The Times (London), May 29, 2002

IMF accused of causing food crisis in Malawi 

The International Monetary Fund has denied allegations that it was
partially responsible for the gathering famine in Malawi. 

The Washington-based institution has been blamed for putting pressure on
President Muluzi to sell off maize reserves to save money on storage and to
repay foreign debts at the very moment when the harvest failed. 

Aleke Banda, Malawi's Agriculture Minister, and Western aid agencies,
including the Save the Children Fund, have claimed that the IMF and Western
donors pushed Malawi into selling the reserves. 

The row has thrown a spotlight on to the seemingly irreconcilable goals of
sound financial discipline required by the IMF among developing countries
in exchange for financial assistance and the need to maintain expensive
food surpluses to avert sudden food crises. Malawi sold off virtually all
its stock of 167,000 tonnes of maize, the staple diet for most of the 11
million inhabitants in the impoverished Central African country, in August
2000. This was after unprecedented floods earlier in the year had ravaged
production.The floods, followed by drought, left Malawi with a shortfall of
about 600,000 tonnes and made the hardest-hit of the six Southern African
countries -along with Zambia, Zimbabwe, Mozambique, Swaziland and Lesotho
-that are struggling to cope with their worst food emergency in almost five
decades. 

Food shortages in Malawi are now so severe that farmers are sleeping in
their fields to protect their withering crops from thieves. People caught
stealing maize are said to have had their hands and ears chopped off, a
sign of mounting violence and social disintegration unprecedented in the
former British colony. 

====

Members [of the WTO Secretariat] pointed out that Malawi's agricultural
policies aimed at food security and rural development. They questioned the
impact of communal land ownership on agricultural development and planned
reforms in the sector, mainly in land tenure.

http://www.wto.org/english/tratop_e/tpr_e/tp189_e.htm

====

Accordingly, the government's strategy to further enhance the role of the
private sector in agriculture rests crucially on the accelerated
divestiture of its assets. To this end, the government will prepare a
time-bound program for the commercialization and privatization of ADMARC by
end-March 1999, and begin implementing the process shortly thereafter.
Beginning with the 1999/2000 crop season, the government will no longer be
involved in direct procurement, import, or sale of maize, and ADMARC will
operate on purely commercial terms.

http://www.essentialaction.org/labor_report/malawi.html

====

The Times (London), February 2, 2002, Saturday 

Blair's great African sell-off 
Privatisation of Attlee's aid agency hits 'poorest of the poor' 

TONY BLAIR'S new mission to heal "the scar" of Africa risks being
undermined by his Government's plan to sell off the British organisation
that has pioneered investment in the Third World. 

MPs, aid organisations and environmental groups have expressed alarm at the
manner in which the former Commonwealth Development Corporation, which has
been renamed CDC Capital Partners, has been diverted from its founding
principles. 

Measures taken to prepare CDC for partial privatisation have seen the
scrapping of loans for African agricultural projects, as well as the
closure of offices in some of the continent's most deprived countries,
including Uganda, Malawi and Ivory Coast. . .

The CDC was set up 50 years ago by Clement Attlee's postwar Labour
Government. In 1997 the Prime Minister announced plans to sell off up to 60
per cent of CDC, in a partial privatisation that Clare Short, the
International Development Secretary, said would release funds for more aid
projects. Since then CDC has sought to rid itself of its long-term
agricultural investments, which have average returns of 6 to 8 per cent. 

Mr Gillespie hopes to attract new private capital by channelling funds
instead into telecommunications, shopping malls, banks and energy firms,
which can offer rates of return of 25 per cent.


ACTIVITY ▸
Count the lines below that hold the word "states" and say how many, with no other text.

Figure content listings
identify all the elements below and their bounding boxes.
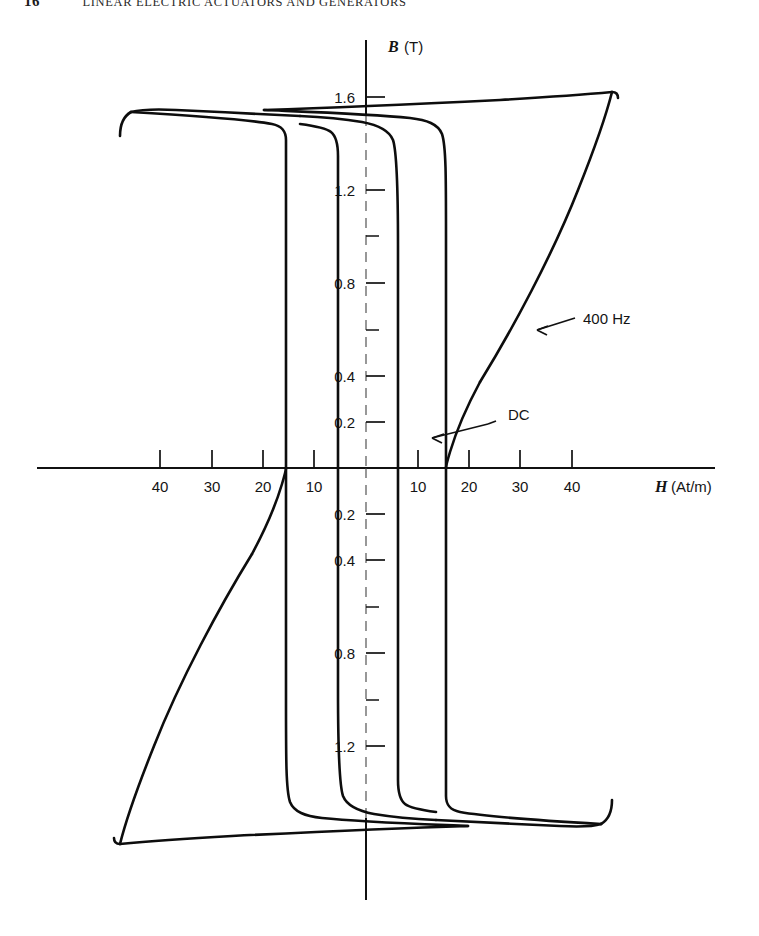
x-tick-label-neg-40: 40 <box>152 478 169 495</box>
axis-titles-group: B (T) H (At/m) <box>387 38 712 495</box>
b-axis-unit: (T) <box>404 38 423 55</box>
h-axis-symbol: H <box>654 478 668 495</box>
x-tick-label-neg-30: 30 <box>204 478 221 495</box>
annotation-dc-arrowhead <box>432 434 444 443</box>
x-tick-label-neg-10: 10 <box>306 478 323 495</box>
curve-saturation-lower-line <box>120 826 468 844</box>
annotation-400hz-label: 400 Hz <box>583 310 631 327</box>
curve-400hz-left-flank <box>120 554 252 844</box>
x-tick-label-neg-20: 20 <box>255 478 272 495</box>
curve-400hz-right-flank <box>480 92 612 382</box>
curve-dc-upper-branch <box>300 124 436 820</box>
curve-dc-lower-branch <box>300 116 436 812</box>
x-tick-label-pos-40: 40 <box>564 478 581 495</box>
y-ticks-positive-group: 1.6 1.2 0.8 0.4 0.2 <box>334 89 385 431</box>
x-tick-label-pos-20: 20 <box>461 478 478 495</box>
curve-400hz-right-knee <box>446 382 480 468</box>
annotation-dc-leader-tail <box>488 421 496 424</box>
curve-400hz-left-tail <box>120 112 131 136</box>
x-ticks-negative-group: 40 30 20 10 <box>152 450 323 495</box>
annotation-dc-label: DC <box>508 406 530 423</box>
curve-saturation-upper-line <box>264 92 612 110</box>
x-ticks-positive-group: 10 20 30 40 <box>410 450 581 495</box>
bh-hysteresis-figure: B (T) H (At/m) 1.6 1.2 0.8 0.4 0.2 <box>0 0 759 936</box>
axes-group <box>37 40 715 900</box>
x-tick-label-pos-30: 30 <box>512 478 529 495</box>
y-tick-label-1p6: 1.6 <box>334 89 355 106</box>
annotation-400hz: 400 Hz <box>537 310 631 335</box>
b-axis-symbol: B <box>387 38 399 55</box>
y-ticks-negative-group: 0.2 0.4 0.8 1.2 <box>334 506 385 755</box>
x-tick-label-pos-10: 10 <box>410 478 427 495</box>
curve-400hz-left-corner <box>114 838 120 844</box>
curve-400hz-right-corner <box>612 92 618 98</box>
h-axis-unit: (At/m) <box>671 478 712 495</box>
curve-400hz-right-tail <box>601 800 612 824</box>
annotation-400hz-arrowhead <box>537 326 548 335</box>
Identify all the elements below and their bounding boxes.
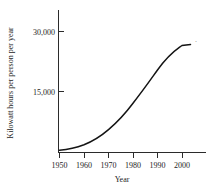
y-tick-label-30000: 30,000 xyxy=(33,28,55,37)
curve-end-mark-annotation: · xyxy=(195,39,197,45)
data-series-curve xyxy=(60,45,191,151)
x-tick-label-1960: 1960 xyxy=(76,161,92,170)
x-tick-label-1980: 1980 xyxy=(125,161,141,170)
y-tick-label-15000: 15,000 xyxy=(33,88,55,97)
x-tick-label-2000: 2000 xyxy=(174,161,190,170)
x-tick-label-1990: 1990 xyxy=(150,161,166,170)
chart-plot-area: 30,000 15,000 1950 1960 1970 1980 1990 2… xyxy=(0,0,213,190)
x-axis-title: Year xyxy=(115,175,130,184)
y-axis-title: Kilowatt hours per person per year xyxy=(6,27,15,139)
chart-container: 30,000 15,000 1950 1960 1970 1980 1990 2… xyxy=(0,0,213,190)
x-tick-label-1950: 1950 xyxy=(52,161,68,170)
x-tick-label-1970: 1970 xyxy=(101,161,117,170)
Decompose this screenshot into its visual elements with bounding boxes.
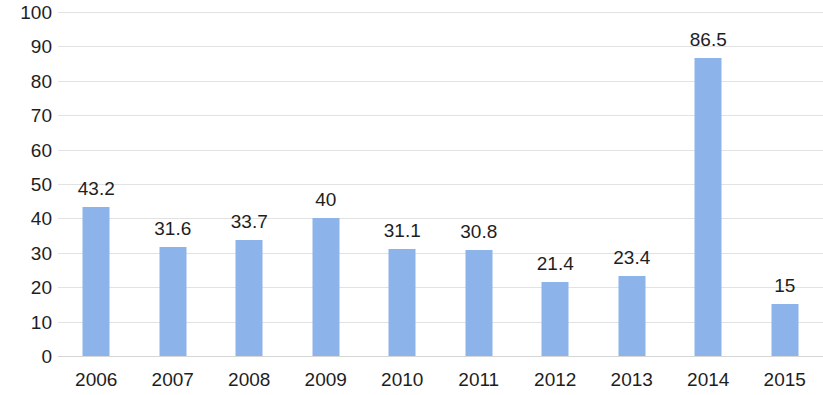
plot-area: 010203040506070809010043.231.633.74031.1… <box>58 12 823 356</box>
bar-2013[interactable] <box>618 276 645 356</box>
bar-2014[interactable] <box>695 58 722 356</box>
bar-2008[interactable] <box>236 240 263 356</box>
bar-value-label: 33.7 <box>231 212 268 231</box>
x-axis-tick-label-2008: 2008 <box>211 370 288 389</box>
bar-value-label: 43.2 <box>78 179 115 198</box>
x-axis-tick-label-2011: 2011 <box>441 370 518 389</box>
bar-group: 31.1 <box>364 12 441 356</box>
x-axis-tick-label-2006: 2006 <box>58 370 135 389</box>
bar-2015[interactable] <box>771 304 798 356</box>
bar-value-label: 31.1 <box>384 221 421 240</box>
y-axis-tick-label: 40 <box>0 209 52 228</box>
y-axis-tick-label: 0 <box>0 347 52 366</box>
x-axis-tick-label-2012: 2012 <box>517 370 594 389</box>
x-axis-tick-label-2009: 2009 <box>288 370 365 389</box>
y-axis-tick-label: 20 <box>0 278 52 297</box>
y-axis-tick-label: 80 <box>0 71 52 90</box>
bar-value-label: 31.6 <box>154 219 191 238</box>
y-axis-tick-label: 50 <box>0 175 52 194</box>
bar-group: 15 <box>747 12 823 356</box>
bar-group: 43.2 <box>58 12 135 356</box>
x-axis-tick-label-2013: 2013 <box>594 370 671 389</box>
bar-value-label: 23.4 <box>613 248 650 267</box>
bar-group: 33.7 <box>211 12 288 356</box>
bar-value-label: 86.5 <box>690 30 727 49</box>
x-axis-tick-label-2007: 2007 <box>135 370 212 389</box>
bar-group: 23.4 <box>594 12 671 356</box>
bar-value-label: 15 <box>774 276 795 295</box>
bar-2011[interactable] <box>465 250 492 356</box>
x-axis: 2006200720082009201020112012201320142015 <box>58 362 823 395</box>
bar-value-label: 40 <box>315 190 336 209</box>
bar-value-label: 30.8 <box>460 222 497 241</box>
bar-group: 21.4 <box>517 12 594 356</box>
bar-2007[interactable] <box>159 247 186 356</box>
bar-chart: 010203040506070809010043.231.633.74031.1… <box>0 0 823 395</box>
bar-group: 86.5 <box>670 12 747 356</box>
bar-group: 30.8 <box>441 12 518 356</box>
y-axis-tick-label: 70 <box>0 106 52 125</box>
y-axis-tick-label: 60 <box>0 140 52 159</box>
x-axis-tick-label-2014: 2014 <box>670 370 747 389</box>
bar-2009[interactable] <box>312 218 339 356</box>
gridline-0 <box>58 356 823 357</box>
bar-group: 31.6 <box>135 12 212 356</box>
bar-2010[interactable] <box>389 249 416 356</box>
bar-2012[interactable] <box>542 282 569 356</box>
y-axis-tick-label: 10 <box>0 312 52 331</box>
x-axis-tick-label-2010: 2010 <box>364 370 441 389</box>
x-axis-tick-label-2015: 2015 <box>747 370 823 389</box>
bar-2006[interactable] <box>83 207 110 356</box>
bar-group: 40 <box>288 12 365 356</box>
y-axis-tick-label: 90 <box>0 37 52 56</box>
y-axis-tick-label: 100 <box>0 3 52 22</box>
bar-value-label: 21.4 <box>537 254 574 273</box>
y-axis-tick-label: 30 <box>0 243 52 262</box>
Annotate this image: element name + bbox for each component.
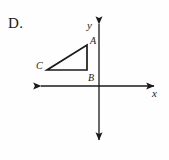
- figure-container: D. y x A B C: [0, 0, 169, 160]
- coordinate-plane-diagram: [0, 0, 169, 160]
- vertex-label-a: A: [90, 36, 96, 46]
- vertex-label-b: B: [88, 73, 94, 83]
- triangle-abc: [47, 45, 87, 70]
- choice-letter-label: D.: [8, 16, 23, 31]
- x-axis-label: x: [152, 88, 157, 99]
- y-axis-label: y: [87, 20, 92, 31]
- vertex-label-c: C: [36, 61, 43, 71]
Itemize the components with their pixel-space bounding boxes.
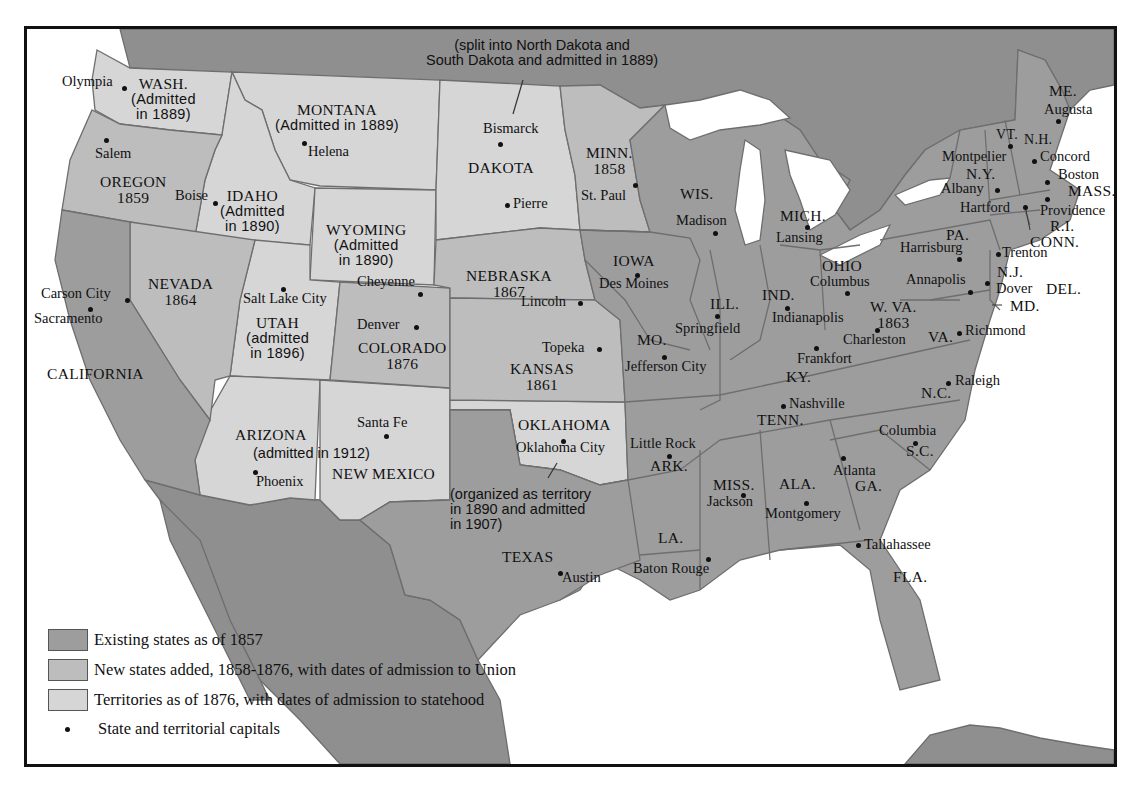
- state-label-fla: FLA.: [893, 569, 927, 585]
- state-label-ala: ALA.: [779, 476, 816, 492]
- state-label-ga: GA.: [855, 478, 882, 494]
- capital-dot-albany: [995, 188, 1000, 193]
- capital-label-lincoln: Lincoln: [521, 294, 566, 309]
- capital-dot-pierre: [505, 203, 510, 208]
- capital-dot-denver: [414, 325, 419, 330]
- capital-label-columbia: Columbia: [879, 423, 936, 438]
- legend-swatch-territories: [48, 689, 88, 711]
- capital-dot-harrisburg: [957, 257, 962, 262]
- capital-label-dover: Dover: [996, 281, 1032, 296]
- capital-label-nashville: Nashville: [789, 396, 845, 411]
- capital-label-topeka: Topeka: [542, 340, 584, 355]
- capital-label-columbus: Columbus: [810, 274, 870, 289]
- capital-label-cheyenne: Cheyenne: [357, 274, 415, 289]
- arizona-admitted-note: (admitted in 1912): [253, 446, 370, 461]
- legend-label: Existing states as of 1857: [94, 630, 263, 650]
- capital-dot-springfield: [715, 314, 720, 319]
- state-label-miss: MISS.: [713, 477, 755, 493]
- state-label-wva: W. VA. 1863: [870, 299, 917, 332]
- state-label-oregon: OREGON 1859: [100, 174, 166, 207]
- capital-label-springfield: Springfield: [675, 321, 740, 336]
- state-label-nevada: NEVADA 1864: [148, 276, 213, 309]
- state-label-minn: MINN. 1858: [586, 145, 633, 178]
- capital-label-baton-rouge: Baton Rouge: [633, 561, 709, 576]
- state-label-dakota: DAKOTA: [468, 160, 534, 176]
- capital-label-providence: Providence: [1040, 203, 1105, 218]
- state-label-nj: N.J.: [997, 264, 1023, 280]
- capital-dot-richmond: [957, 331, 962, 336]
- capital-label-jackson: Jackson: [707, 494, 753, 509]
- state-label-arizona: ARIZONA: [235, 427, 307, 443]
- legend-item-new-states: New states added, 1858-1876, with dates …: [48, 658, 516, 682]
- capital-label-albany: Albany: [941, 181, 984, 196]
- capital-dot-augusta: [1056, 119, 1061, 124]
- capital-label-carson-city: Carson City: [41, 286, 111, 301]
- capital-label-jefferson-city: Jefferson City: [625, 359, 707, 374]
- capital-label-little-rock: Little Rock: [630, 436, 696, 451]
- capital-dot-trenton: [996, 252, 1001, 257]
- capital-label-lansing: Lansing: [776, 230, 823, 245]
- capital-dot-boston: [1045, 180, 1050, 185]
- capital-label-phoenix: Phoenix: [256, 474, 304, 489]
- state-label-wis: WIS.: [680, 186, 714, 202]
- capital-dot-topeka: [597, 347, 602, 352]
- legend-item-capitals: State and territorial capitals: [48, 717, 280, 741]
- capital-dot-bismarck: [498, 142, 503, 147]
- capital-label-montpelier: Montpelier: [942, 149, 1006, 164]
- capital-dot-nashville: [781, 404, 786, 409]
- capital-label-boise: Boise: [175, 188, 208, 203]
- state-label-ill: ILL.: [710, 296, 739, 312]
- state-label-utah: UTAH (admitted in 1896): [246, 315, 309, 362]
- state-label-montana: MONTANA (Admitted in 1889): [275, 102, 399, 133]
- capital-label-bismarck: Bismarck: [483, 121, 539, 136]
- legend-label: State and territorial capitals: [98, 719, 280, 739]
- state-label-wyoming: WYOMING (Admitted in 1890): [326, 222, 406, 269]
- capital-dot-boise: [213, 201, 218, 206]
- capital-dot-dover: [985, 281, 990, 286]
- capital-dot-columbus: [845, 291, 850, 296]
- capital-label-st-paul: St. Paul: [581, 188, 626, 203]
- state-label-mich: MICH.: [780, 208, 826, 224]
- capital-label-indianapolis: Indianapolis: [772, 310, 844, 325]
- state-label-ind: IND.: [762, 287, 795, 303]
- capital-label-olympia: Olympia: [62, 74, 113, 89]
- state-label-idaho: IDAHO (Admitted in 1890): [220, 188, 285, 235]
- capital-label-salem: Salem: [95, 146, 131, 161]
- state-label-sc: S.C.: [906, 443, 934, 459]
- legend-swatch-existing: [48, 629, 88, 651]
- state-label-new-mexico: NEW MEXICO: [332, 466, 435, 482]
- capital-label-boston: Boston: [1058, 167, 1099, 182]
- capital-label-denver: Denver: [357, 317, 400, 332]
- state-label-la: LA.: [658, 530, 683, 546]
- oklahoma-note: (organized as territory in 1890 and admi…: [450, 487, 591, 533]
- legend-swatch-new: [48, 659, 88, 681]
- capital-dot-olympia: [122, 86, 127, 91]
- legend-label: New states added, 1858-1876, with dates …: [94, 660, 516, 680]
- capital-label-atlanta: Atlanta: [833, 463, 876, 478]
- capital-dot-salem: [104, 138, 109, 143]
- capital-label-annapolis: Annapolis: [906, 272, 966, 287]
- capital-dot-lincoln: [578, 301, 583, 306]
- capital-label-charleston: Charleston: [843, 332, 906, 347]
- capital-label-tallahassee: Tallahassee: [864, 537, 931, 552]
- capital-dot-carson-city: [125, 298, 130, 303]
- capital-dot-hartford: [1023, 205, 1028, 210]
- capital-label-hartford: Hartford: [960, 200, 1010, 215]
- state-label-mass: MASS.: [1068, 183, 1116, 199]
- state-label-tenn: TENN.: [757, 412, 804, 428]
- capital-label-salt-lake-city: Salt Lake City: [243, 291, 327, 306]
- capital-dot-concord: [1032, 159, 1037, 164]
- capital-dot-little-rock: [667, 454, 672, 459]
- capital-dot-helena: [302, 141, 307, 146]
- capital-label-pierre: Pierre: [513, 196, 548, 211]
- capital-label-santa-fe: Santa Fe: [357, 415, 407, 430]
- capital-label-frankfort: Frankfort: [797, 351, 852, 366]
- state-label-ohio: OHIO: [822, 258, 862, 274]
- capital-label-oklahoma-city: Oklahoma City: [516, 440, 605, 455]
- state-label-california: CALIFORNIA: [47, 366, 144, 382]
- capital-label-madison: Madison: [676, 213, 727, 228]
- state-label-nc: N.C.: [921, 385, 951, 401]
- capital-label-concord: Concord: [1040, 149, 1090, 164]
- capital-dot-st-paul: [633, 183, 638, 188]
- capital-dot-annapolis: [968, 290, 973, 295]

RESPONSE BELOW ▸
3